Economic study finds savings in AI-assisted retinopathy screening

With the incidence of diabetes rising steadily around the world, new AI-augmented retinopathy screening programs could yield significant savings for national health systems.
Jeff Rowe

By 2040, about 600 million people worldwide will have diabetes.

That’s according to a recent economic analysis modeling study, published in The Lancet Digital Health, which found that the implementation of either an automated or semi-automated deep learning system for diabetic retinopathy screening could lead to significant cost savings across the world’s health systems.

For the study, researchers looked specifically at data from 39,000 patients with diabetes in a national diabetic retinopathy screening program in Singapore in 2015.

According to the study's models, diabetes patients would incur a 12-month total cost of $77 per patient when assessed by a human, while a fully automated screening process would cut this price to $66 per patient per year.  The biggest savings, however, would come from a semi-automated approach that would cut the cost to $62 per patient per year. 

Writ large, the study said, “the savings to the Singapore health system associated with switching to the semi-automated model are estimated to be $489,000, which is roughly 20% of the current annual screening cost.”

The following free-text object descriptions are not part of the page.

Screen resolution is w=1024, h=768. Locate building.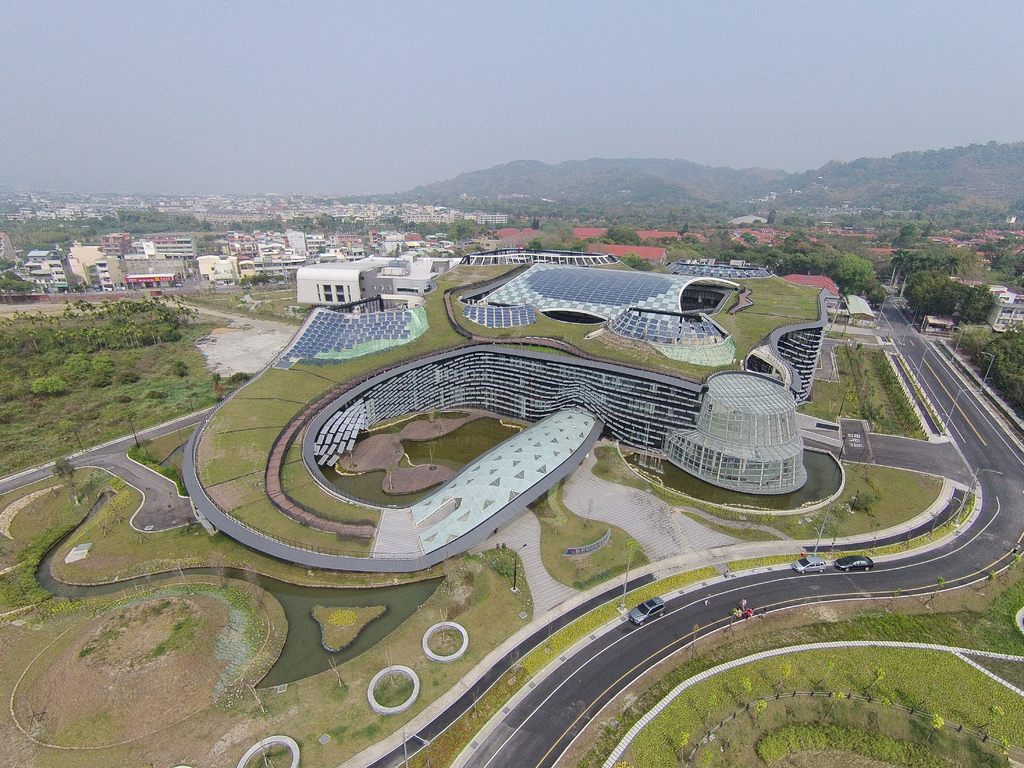
bbox=(129, 229, 209, 278).
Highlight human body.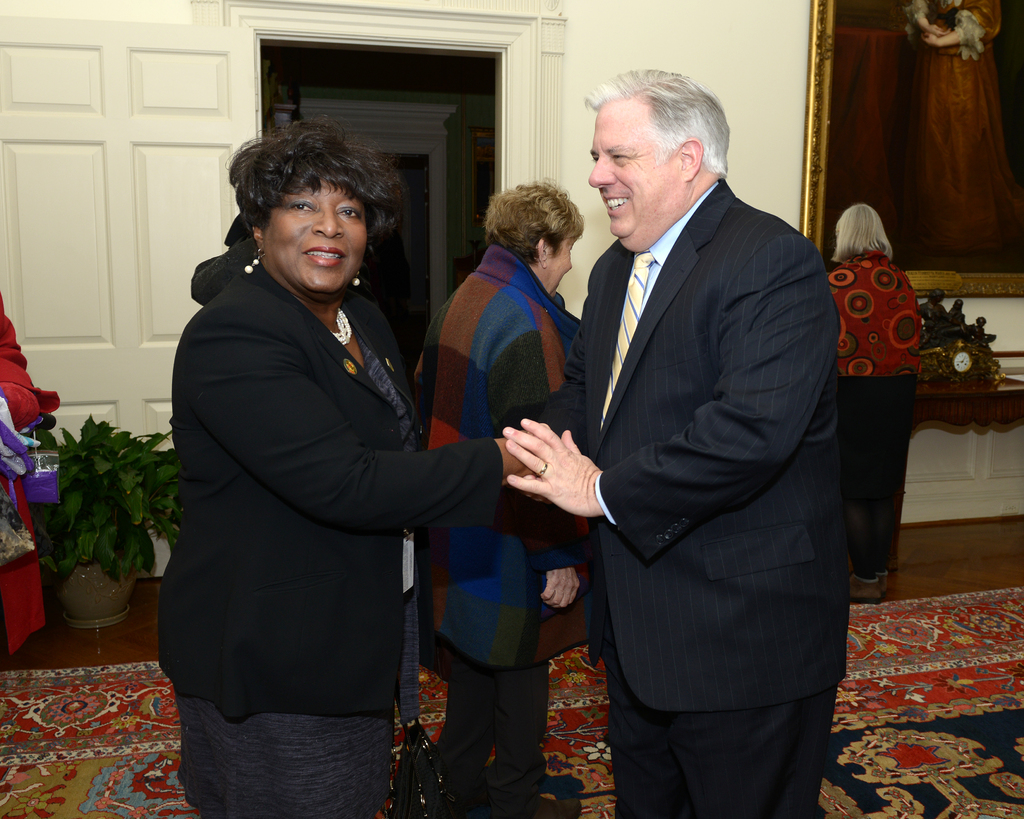
Highlighted region: (x1=906, y1=0, x2=1018, y2=247).
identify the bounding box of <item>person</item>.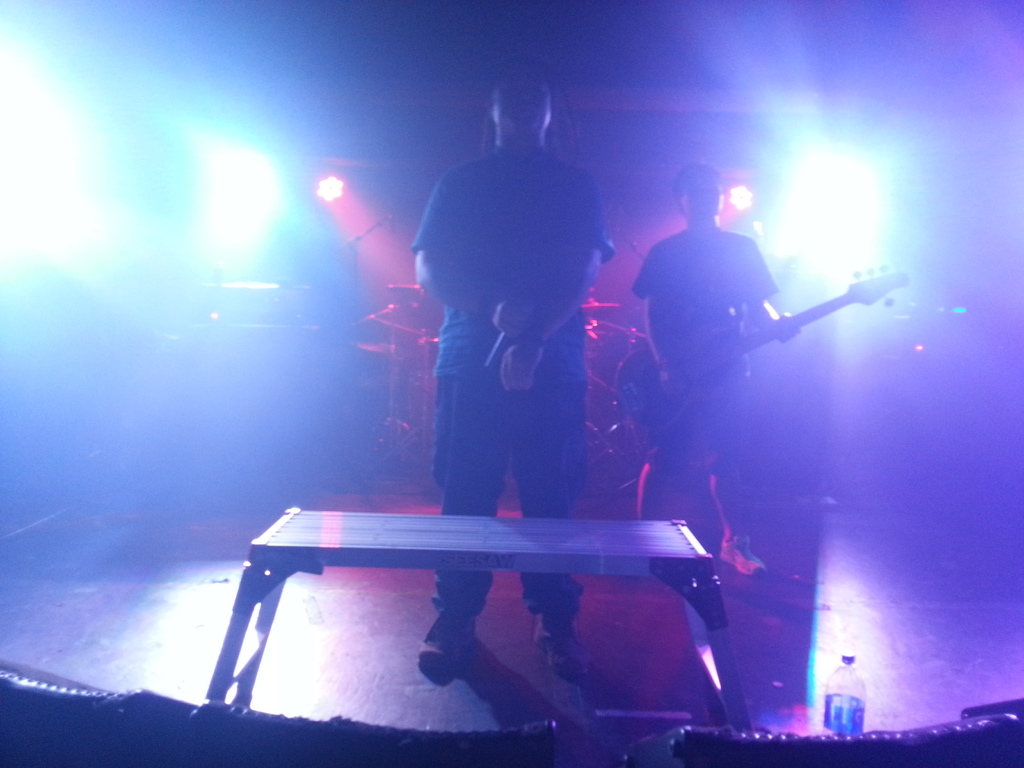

Moreover, by 2050, Singapore is projected to have 1 million people with diabetes, so according to the current figures the estimated annual savings would be $15 million.

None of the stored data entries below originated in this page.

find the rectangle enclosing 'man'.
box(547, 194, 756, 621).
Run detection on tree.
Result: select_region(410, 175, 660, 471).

In discussing the results, the researchers noted that the the key difference between the fully automated model and the semi-automated model was the level of follow-up care driven by each screening method's specificity.

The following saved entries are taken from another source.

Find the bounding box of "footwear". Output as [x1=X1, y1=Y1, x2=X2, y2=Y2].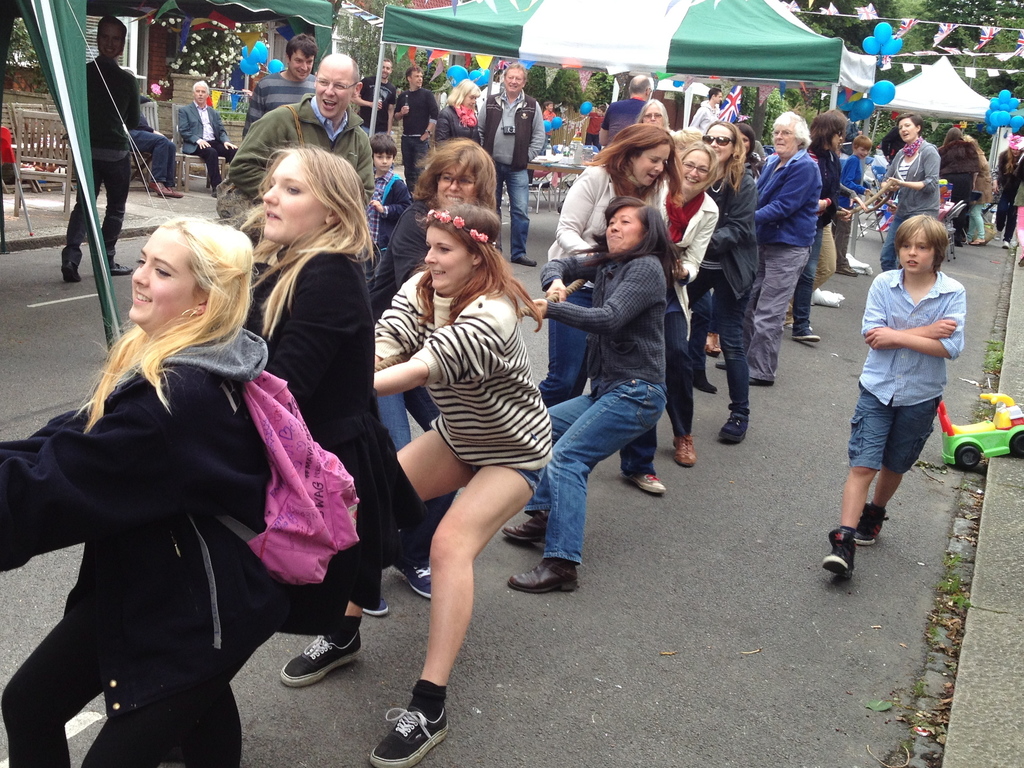
[x1=747, y1=378, x2=773, y2=384].
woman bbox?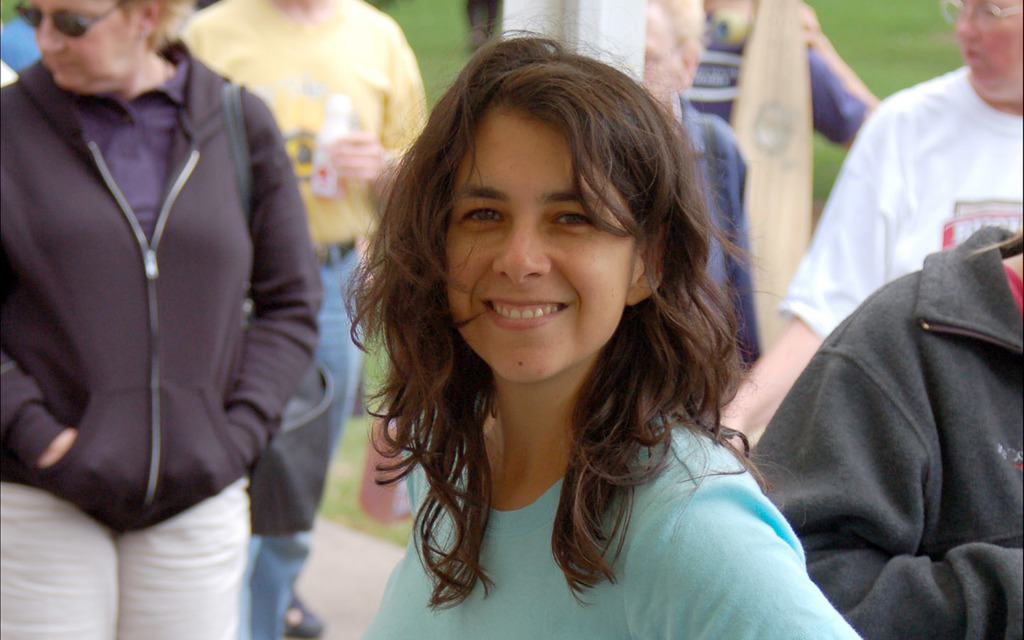
294 48 908 635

"The fully automated model ... yields greater savings," the researchers wrote. "This is because of a higher rate of false positives, and therefore more unnecessary specialist visits, under the fully automated model. The higher costs of graders in the semi-automated model is more than offset by the lower consultation costs. However, this is ... based on the wages in Singapore, and might not apply to other settings."

For example, the report noted, a study in Scotland showed a 46% cost reduction “by replacing first level human assessment with automated assessment in a national screening program for diabetic retinopathy, (while) another study from the UK reported cost savings of 12.8% to 21%” 

The differences in cost savings between the UK and Singapore might be due to different screening program designs (three stages in the UK vs two stages in Singapore) and pricing for consultation fees and IT platforms, among other variables.